To everyone his priorities.


Which justifies the gridlock.


Certain ministers don?t want to leave, they fuss and campaign.


Certain people insist that they leave (which would open up some posts). They fuss, they campaign.


The political groups want the posts. They fuss, they campaign.


The members of parliament (when they are not building structures over the public way) want power and influence, they threaten, press, and deal.


As for President Préval (his silence during the elections becomes more understandable) he seems to have found at once an enemy and a mission: to blame the constitution and find reasons to tamper with it. With the complicity of the ?international community.?


However, it was not the constitution that voted in the bellicose legislators and those more interested in defending the interests of a clan or of themselves than those of their constituents. This certainly does not apply to all of the legislators, but does the nation have the time to find the rare pearl?


Even less did the constitution name the members of an executive branch that the majority of citizens find ineffective.


Even less did the constitution elect President Préval. The people elected him. And they did not elect him to use a text as a scapegoat. They elected him within the terms of the constitution to run a country. For more efficient state services. For a little more food on the table, for the right to live in peace, for the easing of social divisions.


It was according to the terms of the constitution that he took the oath of office, that he was photographed donning the presidential sash. The constitution was good enough for electing him but not good enough for governing with.


In this squalid imbroglio between the executive and the parliament, the constitution is only an unhappy instrument that one or the other of them uses so as not to do what the nation is paying them to do. And fool is he who would change it to gain some advantage. All of them find in any passage grounds for neglect, bad faith, and desire for power. And with the same text, others could find another story.


What the Haitian nation is suffering from right now is not the vagaries of an imperfect text but the choice of its voters and its inability to force the Haitian politicians and the international community to prioritize its interests.


Undoubtedly the time will come to touch this imperfect text. But the text that emerges from the rewriting will not be perfect. And the time for a new imperfection has not come. The endless gridlock among the rulers driven by their priorities has in no case entitled them to hide behind the constitution.


The nation is not convinced that President Préval has done all that he was supposed to do for it. It is not convinced that parliament has done all that it was supposed to do. It is not convinced that the political parties did all they were supposed to do. But it is convinced of their expertise in the matter of creating gridlock. In this context, anyone who exerts himself to find in some text the reason for his failure is the most knavish of knaves. This is not the way for anyone to take who wants to live a quiet old age.


Before seeking excuses in a written text, all concerned (the executive, the parliament, the international community) should seek to convince the Haitian nation of their good faith.


But because of the gridlock, the struggles for power, they cannot do this. And if one cannot convince the Haitians of one?s good faith, how can one hope to convince them that some changes, erasures or amendments of the constitution could possibly serve their interest?


Serve whom?


Evidently, oneself.


Doesn?t all of this gridlock have one goal? To find a pretext to gain more power? In indifference to the problems of the population.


* WHAT THE TASK ASKS: The result should be an exact copy of the data, free of pictures.

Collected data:
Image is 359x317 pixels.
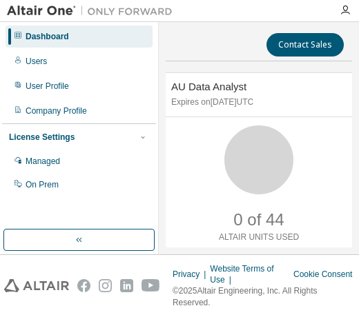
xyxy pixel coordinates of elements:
[26,81,69,92] div: User Profile
[26,156,60,167] div: Managed
[99,279,112,293] img: instagram.svg
[266,33,344,57] button: Contact Sales
[171,97,343,108] p: Expires on [DATE] UTC
[120,279,133,293] img: linkedin.svg
[26,106,87,117] div: Company Profile
[7,4,179,18] img: Altair One
[26,179,59,190] div: On Prem
[219,232,299,244] p: ALTAIR UNITS USED
[171,81,246,92] span: AU Data Analyst
[173,269,210,280] div: Privacy
[293,269,355,280] div: Cookie Consent
[173,286,355,309] p: © 2025 Altair Engineering, Inc. All Rights Reserved.
[210,264,293,286] div: Website Terms of Use
[233,208,284,232] p: 0 of 44
[9,132,75,143] div: License Settings
[4,279,69,293] img: altair_logo.svg
[26,31,69,42] div: Dashboard
[141,279,160,293] img: youtube.svg
[26,56,47,67] div: Users
[77,279,90,293] img: facebook.svg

* RESULT FOR THIS TASK:
Image is 359x317 pixels.
xyxy pixel coordinates of elements:
[26,81,69,92] div: User Profile
[26,156,60,167] div: Managed
[99,279,112,293] img: instagram.svg
[266,33,344,57] button: Contact Sales
[171,97,343,108] p: Expires on [DATE] UTC
[120,279,133,293] img: linkedin.svg
[26,106,87,117] div: Company Profile
[7,4,179,18] img: Altair One
[26,179,59,190] div: On Prem
[219,232,299,244] p: ALTAIR UNITS USED
[171,81,246,92] span: AU Data Analyst
[173,269,210,280] div: Privacy
[293,269,355,280] div: Cookie Consent
[173,286,355,309] p: © 2025 Altair Engineering, Inc. All Rights Reserved.
[210,264,293,286] div: Website Terms of Use
[233,208,284,232] p: 0 of 44
[9,132,75,143] div: License Settings
[4,279,69,293] img: altair_logo.svg
[26,31,69,42] div: Dashboard
[141,279,160,293] img: youtube.svg
[26,56,47,67] div: Users
[77,279,90,293] img: facebook.svg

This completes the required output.